I grievously underestimated him. Convinced that the scars of the mauling he suffered in Paris last month hadn't healed, and that the wounds inflicted by Rafael Nadal that pulverising afternoon would be reopened, I had put my money on a straight-sets defeat. And so it might have been had the first bout of rain stayed away ten minutes longer.
That first shower gave the Fed a chance to regroup just when when he looked resigned to defeat, and he returned with a rediscovered sense of purpose. When he took the fourth set tie-break to square the match at 2-2 you were convinced that Nadal's deathbed mutterings would concern the regulation forehand he failed to put away on championship point.
Even though that sublime tie-break was a truncated version of the legendary-Bjorn Borg/John McEnroe marathon of 1980, who believed that Nadal could replicate Borg by recovering from the loss of championship points to win the title? Nadal believed it if no one else, and one reason his achievement dwarfed Borg's was that he faced the colossal disadvantage of serving second in the final set.
Yet like Goran Ivanisevic in his epic 2001 defeat of Pat Rafter, but without the same torrent of aces at his disposal, Nadal and his diamond-encrusted tungsten-core thrice held serve before breaking, holding for the title, and then takingto the Royal Box roof.
What made this match so peerless was how it gloriously captured the essence of the two next unforgettable Wimbledon finals alluded to above.
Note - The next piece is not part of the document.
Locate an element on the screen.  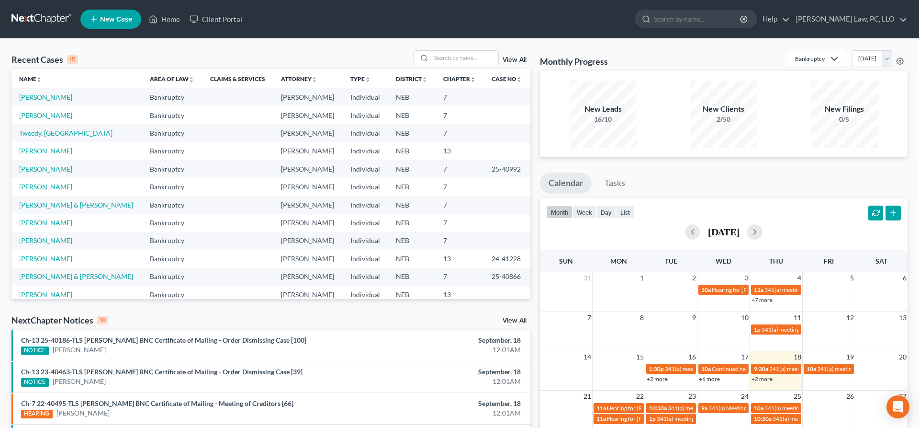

It melded the shot-making magnificence of 1980's Borg vs McEnroe with the raw, visceral excitement of Ivanisevic v Rafter. What made it simply the finest sport I've ever witnessed is that it involved arguably the two finest exponents of their game at inarguably the pinnacle of their powers.
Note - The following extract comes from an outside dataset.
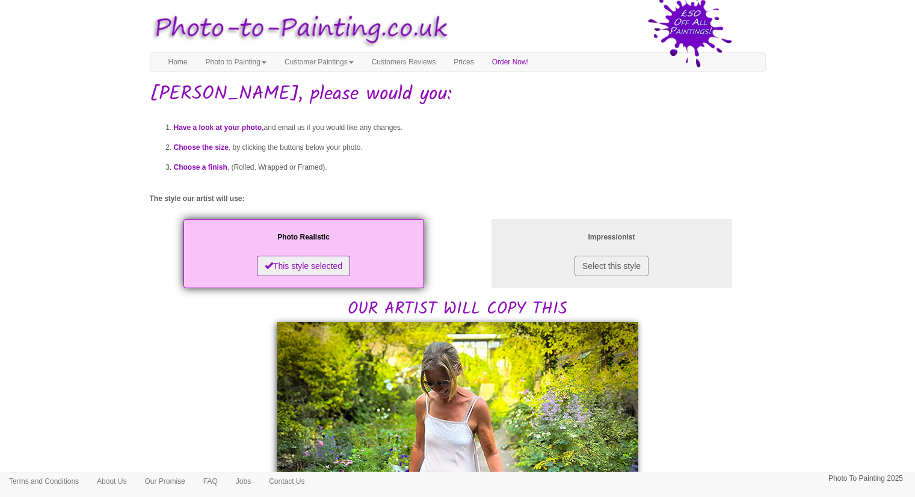  I want to click on a: Contact Us, so click(286, 481).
Where defeat leaves Federer is uncertain. In everything but the computer rankings, he is clearly now the world's second-best player, and soon enough the rankings will catch up with that egobruising reality.
The Fed has never performed more flawlessly than yesterday, and with luck will yet overhaul Pete Sampras's Grand Slam record of 14, but that's no longer the foregone conclusion it once was.
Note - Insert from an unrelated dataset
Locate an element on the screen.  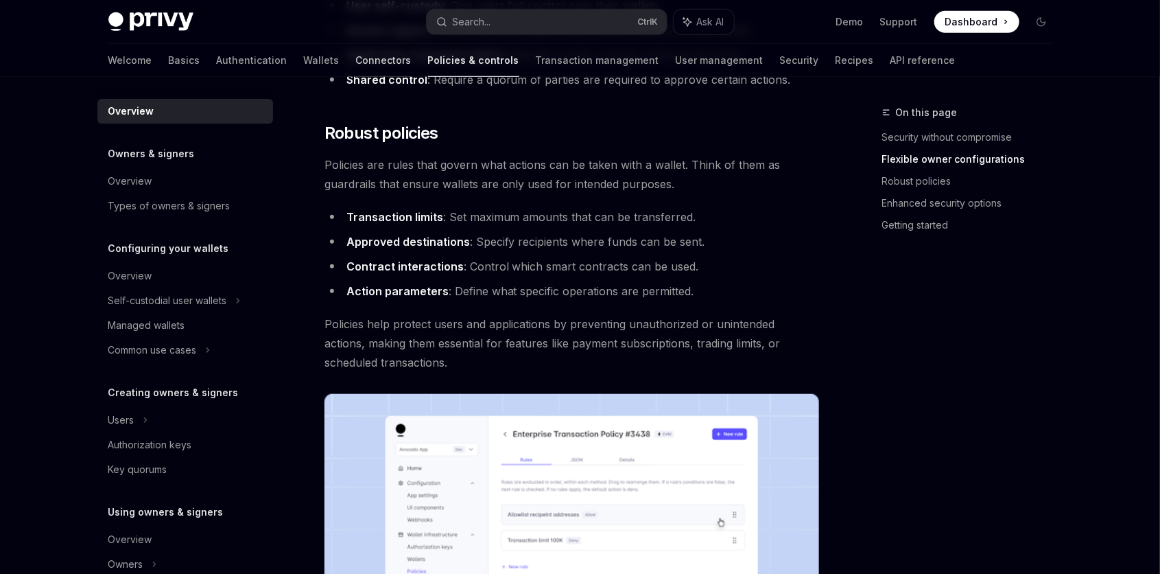
h5: Using owners & signers is located at coordinates (166, 512).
Where victory leaves Nadal is easier to guess. It leaves him well on the road to stripping Federer of the acronym GOAT (Greatest Of All Time) which many have given him. The solitary barrier between the adorable Spaniard and the setting of records that may never be approached, let alone broken, is the body he exposes to such remorseless punishment. His mind, spirit and appetite will never weaken.
It was a real privilege to watch this game of tennis, and if mild poignancy sets in at the realisation that this was as good as it will ever get, that is a tiny price to pay for a sporting spectacle more perfectly extraordinary and more extraordinarily perfect than we had any right to expect.